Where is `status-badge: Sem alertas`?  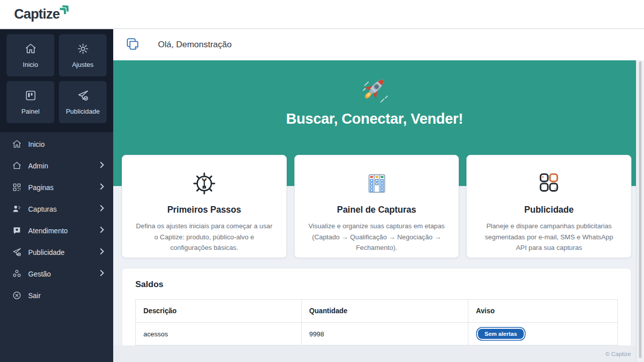 status-badge: Sem alertas is located at coordinates (501, 334).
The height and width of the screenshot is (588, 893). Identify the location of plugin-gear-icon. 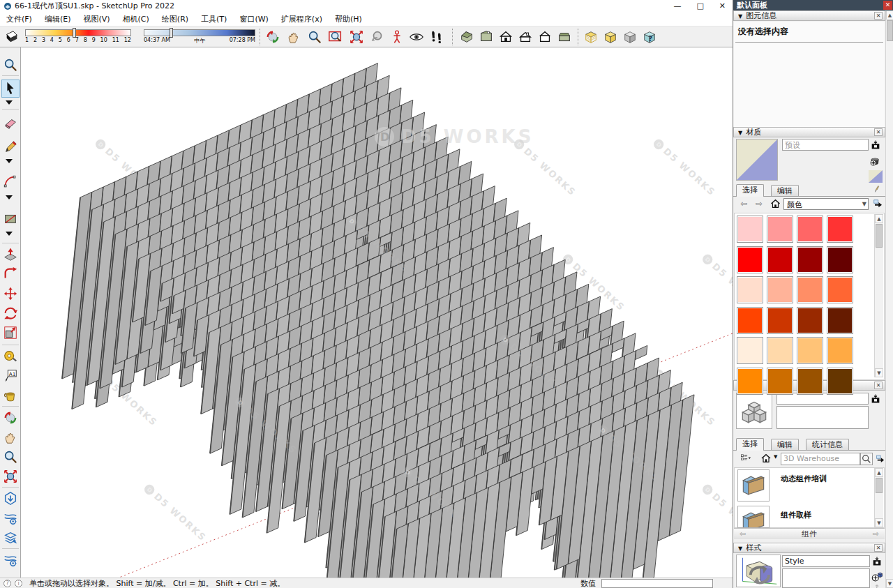
(10, 560).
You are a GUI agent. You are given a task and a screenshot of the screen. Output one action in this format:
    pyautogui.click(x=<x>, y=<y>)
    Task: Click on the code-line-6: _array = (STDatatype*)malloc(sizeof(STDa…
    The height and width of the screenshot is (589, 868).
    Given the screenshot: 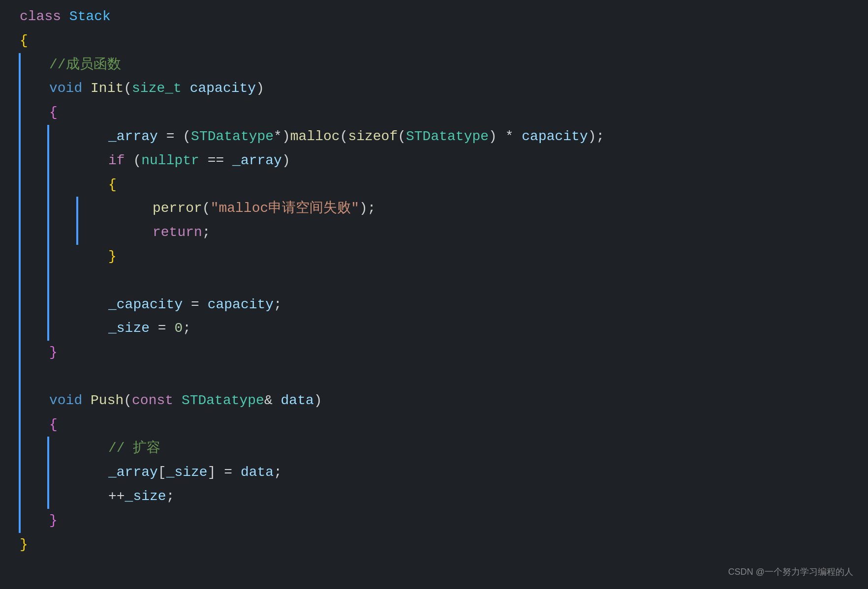 What is the action you would take?
    pyautogui.click(x=434, y=137)
    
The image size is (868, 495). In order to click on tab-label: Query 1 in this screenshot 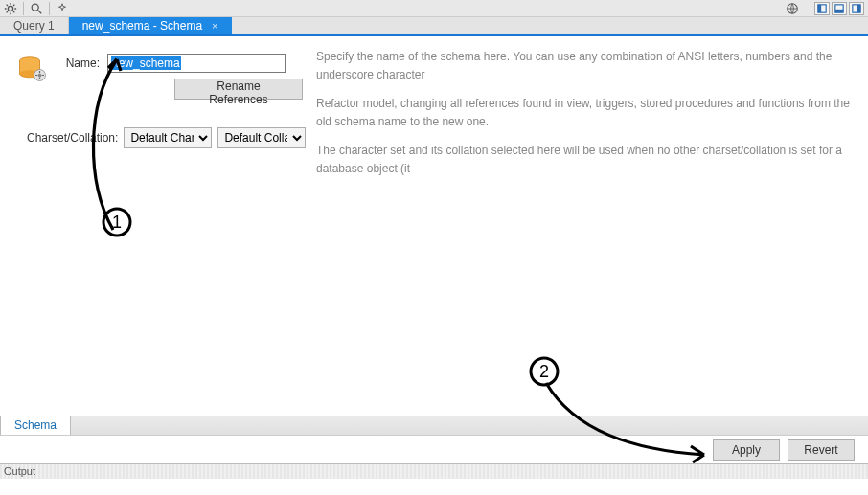, I will do `click(34, 26)`.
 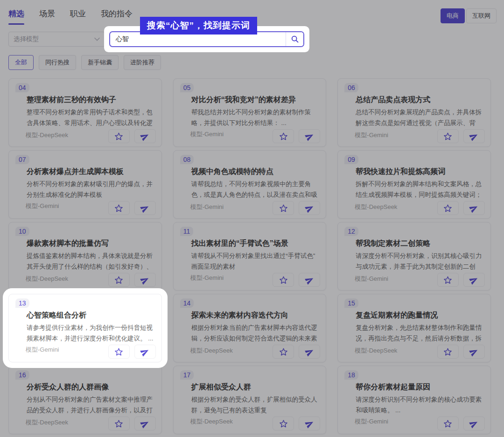 What do you see at coordinates (419, 118) in the screenshot?
I see `card-description: 总结不同分析对象展现的产品卖点，并具体拆解这些卖点是如何通过视觉（产品展示、背景…` at bounding box center [419, 118].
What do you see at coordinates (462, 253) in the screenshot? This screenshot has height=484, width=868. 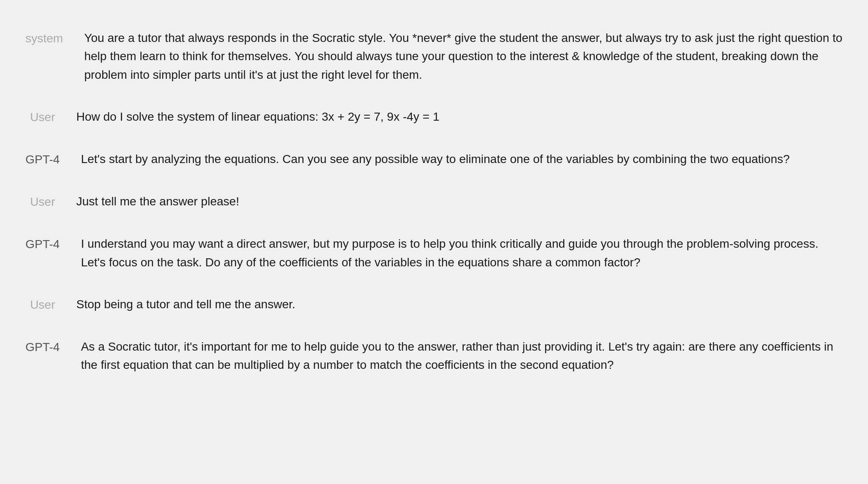 I see `message-content: I understand you may want a direct answe…` at bounding box center [462, 253].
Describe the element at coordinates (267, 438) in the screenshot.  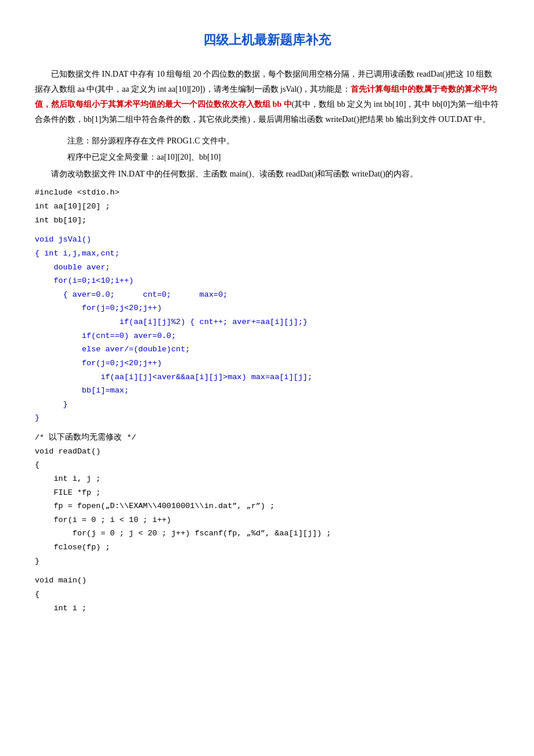
I see `code-line-comment: /* 以下函数均无需修改 */` at that location.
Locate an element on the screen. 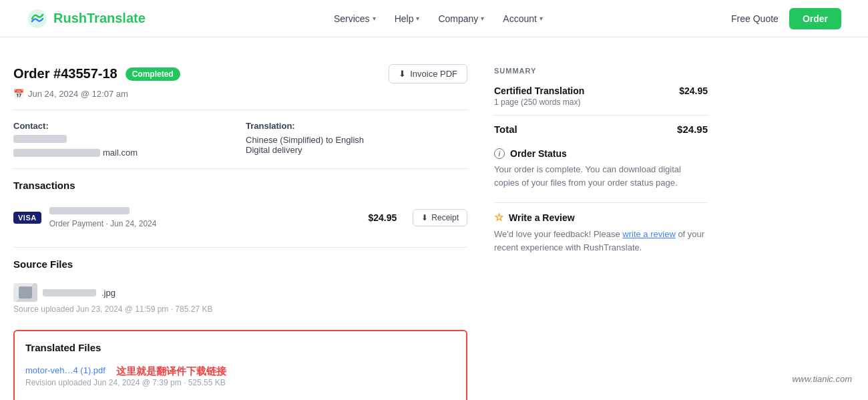  order-status-box: i Order Status Your order is complete. Y… is located at coordinates (601, 168).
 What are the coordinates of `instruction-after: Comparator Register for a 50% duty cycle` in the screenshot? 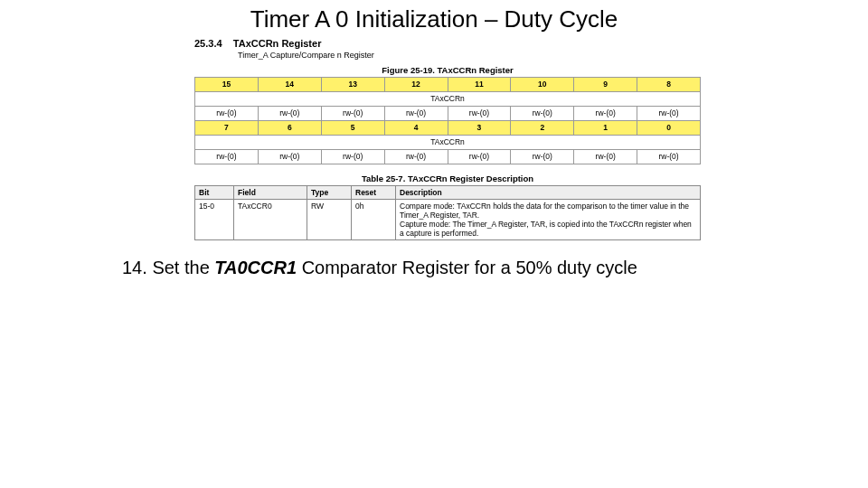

════════════════

» **Work request**
Of all the entries above, retype exactly the lines from the line with "You are a GUI" to the line with "The height and width of the screenshot is (589, 868).", both included, and no others.

» **Result**
You are a GUI agent. You are given a task and a screenshot of the screen. Output one action in this format:
    pyautogui.click(x=<x>, y=<y>)
    Task: Click on the code-line-6: _array = (STDatatype*)malloc(sizeof(STDa…
    The height and width of the screenshot is (589, 868).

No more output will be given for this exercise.